University of Melbourne Magazine

'Completely absorbing': Human rights in Guatemala

  • Lucy Turner and Maria Salome Garcia at a ceremony to bury exhumed remains

    Lucy Turner and Maria Salome Garcia at a ceremony to bury exhumed remains

    The exhumation of human remains from clandestine burial sites, matching DNA from the dead with living relatives and the handing back of remains to families.

    This is the work overseen by Lucy Turner, Coordinator of the United Nations Development Program’s (UNDP) Transitional Justice Program in Guatemala, which aims to help the nation heal and reconcile with crimes of the recent past.

    A resident of Guatemala City for the past decade, Lucy first visited the metropolis in 1997. It was one year since the signing of the Peace Accords, which ended 36 years of civil war and statesponsored terror that claimed more than 200,000 lives and decimated the cultural fabric of the country.
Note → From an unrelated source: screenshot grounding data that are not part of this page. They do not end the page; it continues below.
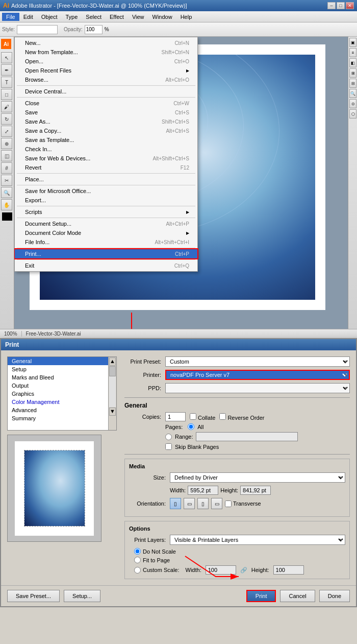 The width and height of the screenshot is (357, 644). I want to click on list-item-graphics: Graphics, so click(62, 394).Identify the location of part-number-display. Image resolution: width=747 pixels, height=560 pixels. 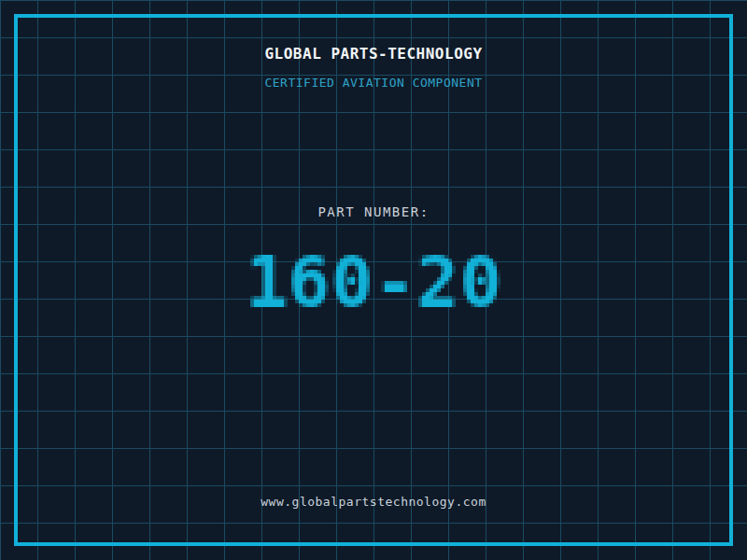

    Lucy had just completed her Arts/Law degree and was travelling while waiting to start her articles at Corrs Chambers Westgarth.

    Four years later in 2002 and the young associate with an intellectual property specialty was on a commercial law career path she wasn’t completely sure about.

    “I felt maybe there was something more,” she says. So she applied for six months’ leave of absence to “do something completely different”.

    She contacted a university mate who was working in human rights law and he gave her a lead at the Centre for Human Rights Legal Action in Guatemala City.

    “I contacted them and said I would be willing to work for nothing for six months if they would have me in their office.” They said yes and the work transformed her.

    “I was working on litigation with family members of victims of enforced disappearance or torture and survivors of massacres committed during the war,” she says.

    “Once you get involved in that personal dimension it becomes completely absorbing.”

    After six months “I had only scratched the surface of the cases I was working on” so she quit her job and a new career in human rights law and advocacy opened up.

    “Satisfaction comes from being able to use your training in terms of analysis, advocacy, litigation, research and legal ‘Completely absorbing’ Human rights in Guatemala writing while gaining some progress and achievements for people who have suffered the worst injustices you can imagine.”

    In 2005 she joined the newly formed UN Office of the High Commissioner for Human Rights. In 2009 she headed the NGO Impunity Watch and in August 2012 joined the UNDP.

    Four key tenets – Truth, Justice, Reparations and Non-Repetition – underpin the holistic approach of the programs, which are focused on delivering outcomes for the community.

    It’s human rights justice beyond the textbook and in action.

    “What it actually means to work and promote human rights in the field can be worlds apart from the theory,” she says.

    Key initiatives include the Guatemalan Forensic Anthropology Foundation, which undertakes forensic investigations to exhume remains of victims, and a state-of-the-art DNA laboratory to identify and match DNA with family members.

    “Once that has happened the remains are returned to the families to be buried according to their beliefs.”